Is a “no refund” policy valid in the Philippines?

Not always. A no-refund policy does not automatically allow a provider to keep money for a course it never delivered. It is especially questionable when the provider closed, misrepresented the service, or failed to provide the main benefit promised.

Can I file a DTI complaint against an online class provider?

Yes, if the transaction is a consumer transaction within DTI jurisdiction, especially where the class was sold online to an individual consumer. Prepare your proof of payment, screenshots, messages, refund demand, and details of the provider.

Should I file with DTI first or go straight to small claims court?

If you want a faster settlement attempt, DTI mediation is often a practical first step. If the provider refuses to cooperate or the issue is simply recovery of money, small claims court may be more direct. For online transactions covered by RA 11967, first use the provider’s internal redress mechanism; if unresolved after seven calendar days, that requirement is generally deemed exhausted. (Supreme Court E-Library)

Is the provider guilty of estafa if it closed after collecting payments?

Not automatically. Estafa requires proof of deceit or fraudulent representation before or at the time you paid, plus damage. If the provider genuinely operated for a while and later failed, the issue may be civil or consumer-related. If the provider used fake claims to collect money, a criminal complaint may be appropriate.

What if I paid through GCash, Maya, bank transfer, or credit card?

Save the transaction receipt and report the dispute to the payment channel immediately.
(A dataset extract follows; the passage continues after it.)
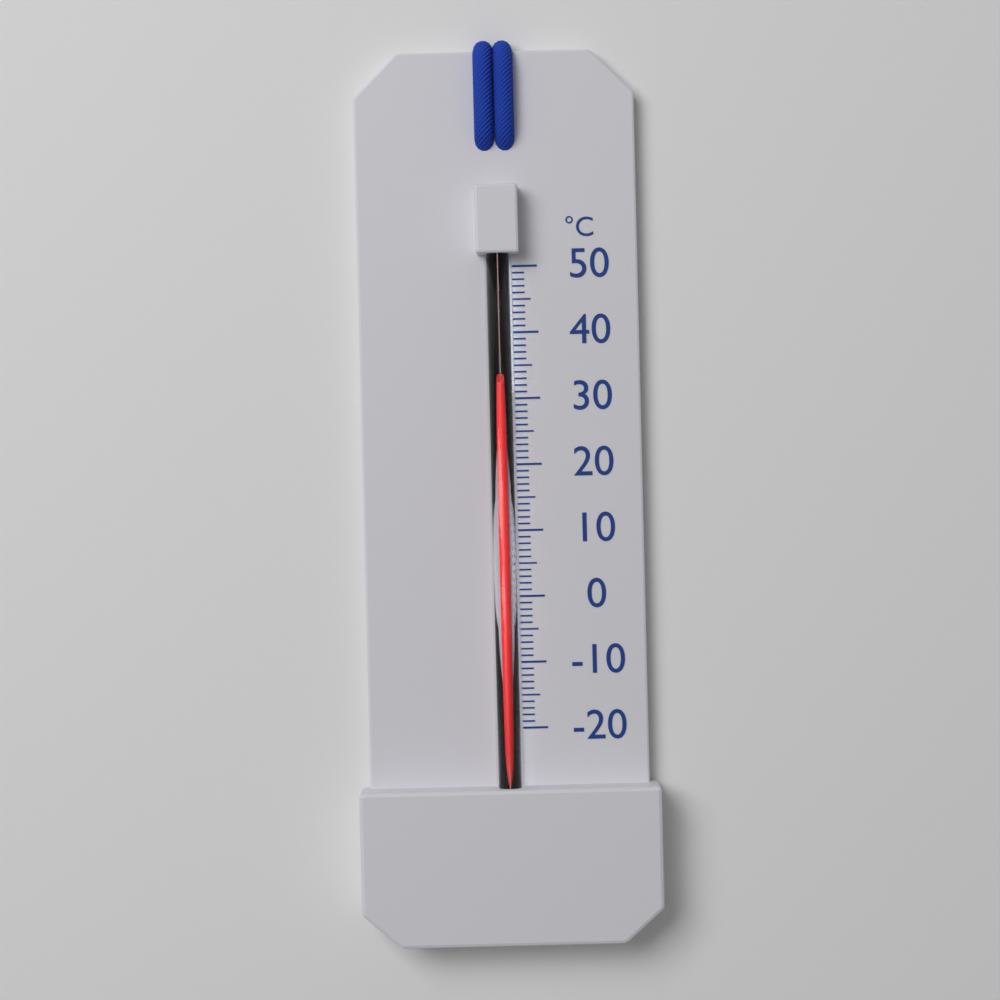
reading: 32 °C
Ask whether reversal, chargeback, account investigation, or fraud reporting is available. Also use the receipt as evidence for DTI, small claims, or criminal complaints.

What if the provider is only a Facebook page with no business address?
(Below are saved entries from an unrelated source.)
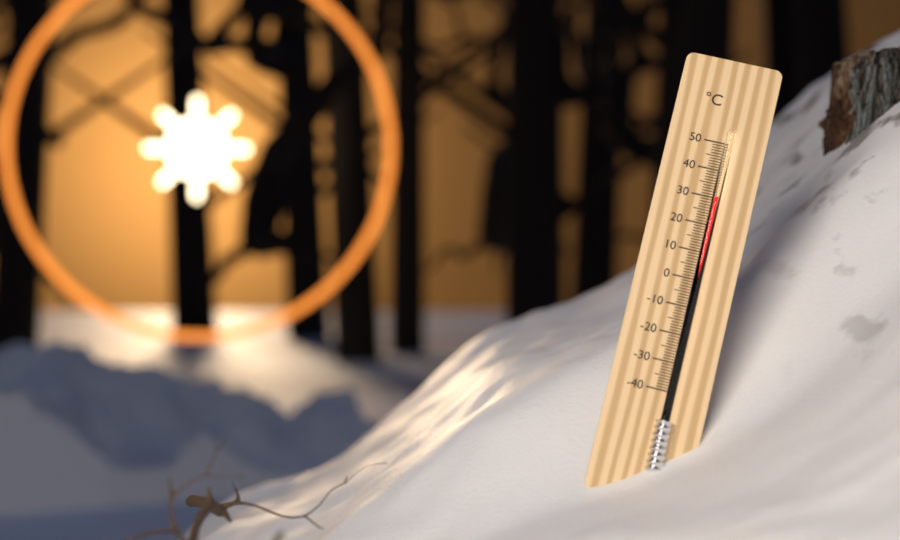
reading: 30 °C
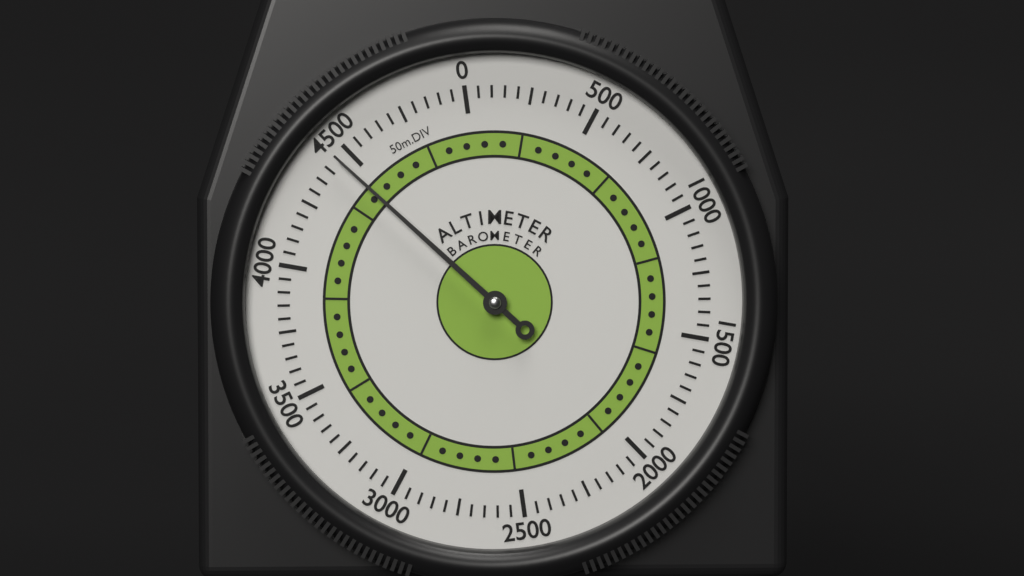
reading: 4450 m
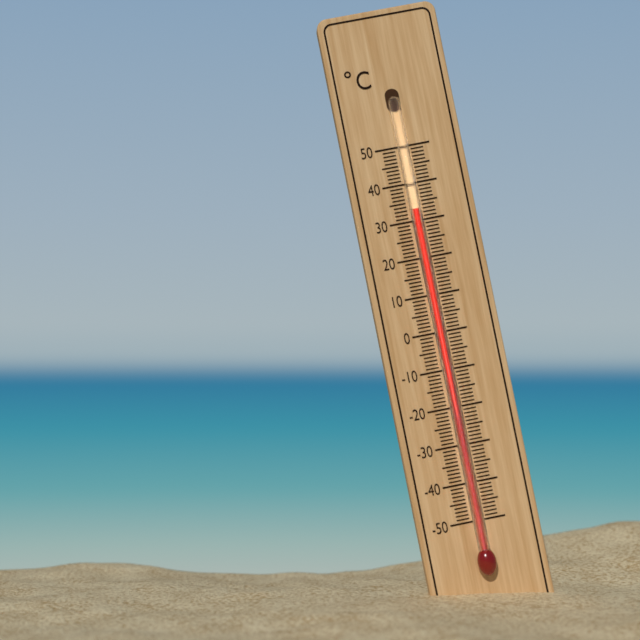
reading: 33 °C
Save the page link, screenshots, admin names, payment account details, chat history, and any delivery or registration information. Report the page to the platform, file a consumer complaint if possible, and consider a fraud report if there are signs of fake identity or intentional deception.
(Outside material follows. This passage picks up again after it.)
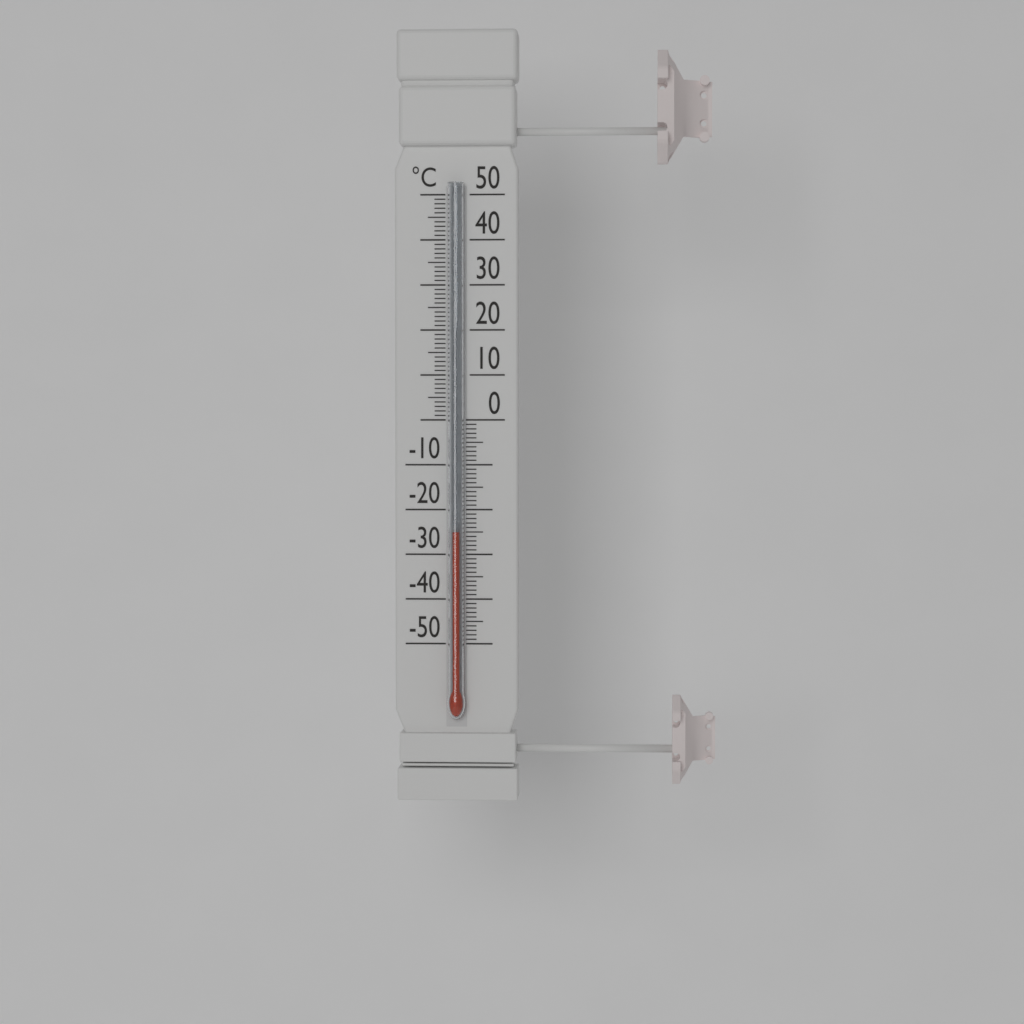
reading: -25 °C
Can foreigners file complaints in the Philippines?

Yes, foreigners who paid a Philippine-based provider or transacted with a provider targeting the Philippine market may pursue available remedies. The practical challenge is usually documentation, identification of the provider, and representation if the complainant is outside the Philippines.

What if only part of the course was delivered?

You may compute a pro-rated refund for the undelivered portion. But do not look only at the number of sessions. Include undelivered modules, certificates, coaching, platform access, review materials, or promised support if these were part of the package.

What if the course promised TESDA or CHED recognition?

Verify the claim directly with the proper agency. TESDA has systems for checking registered technical-vocational institutions and programs, while CHED regulates higher education institutions. False accreditation claims can strengthen a consumer complaint and may support further regulatory or fraud-related action. (Tesda)

Key Takeaways

  • Paying for an online class creates legal rights. If the provider closes without delivering the service, you may demand completion, refund, pro-rated refund, or damages.
  • Save evidence immediately: payment proof, ads, messages, course details, receipts, closure notices, and the provider’s legal identity.
  • Use the provider’s internal complaint process first. For online transactions under RA 11967, unresolved complaints are generally considered exhausted after seven calendar days.
  • DTI complaints are practical for consumer refund disputes, while small claims court is useful when the main goal is to recover money.
  • A “no refund” policy does not automatically defeat your claim when the service was not delivered.
  • Estafa requires more than non-delivery. Look for proof that the provider used deceit before or at the time of payment.
  • If accreditation was promised, verify with TESDA, CHED, or the appropriate agency.
  • The stronger your documents and the clearer your refund computation, the better your chances of getting a practical resolution.

Disclaimer: This content is not legal advice and may involve AI assistance. Information may be inaccurate.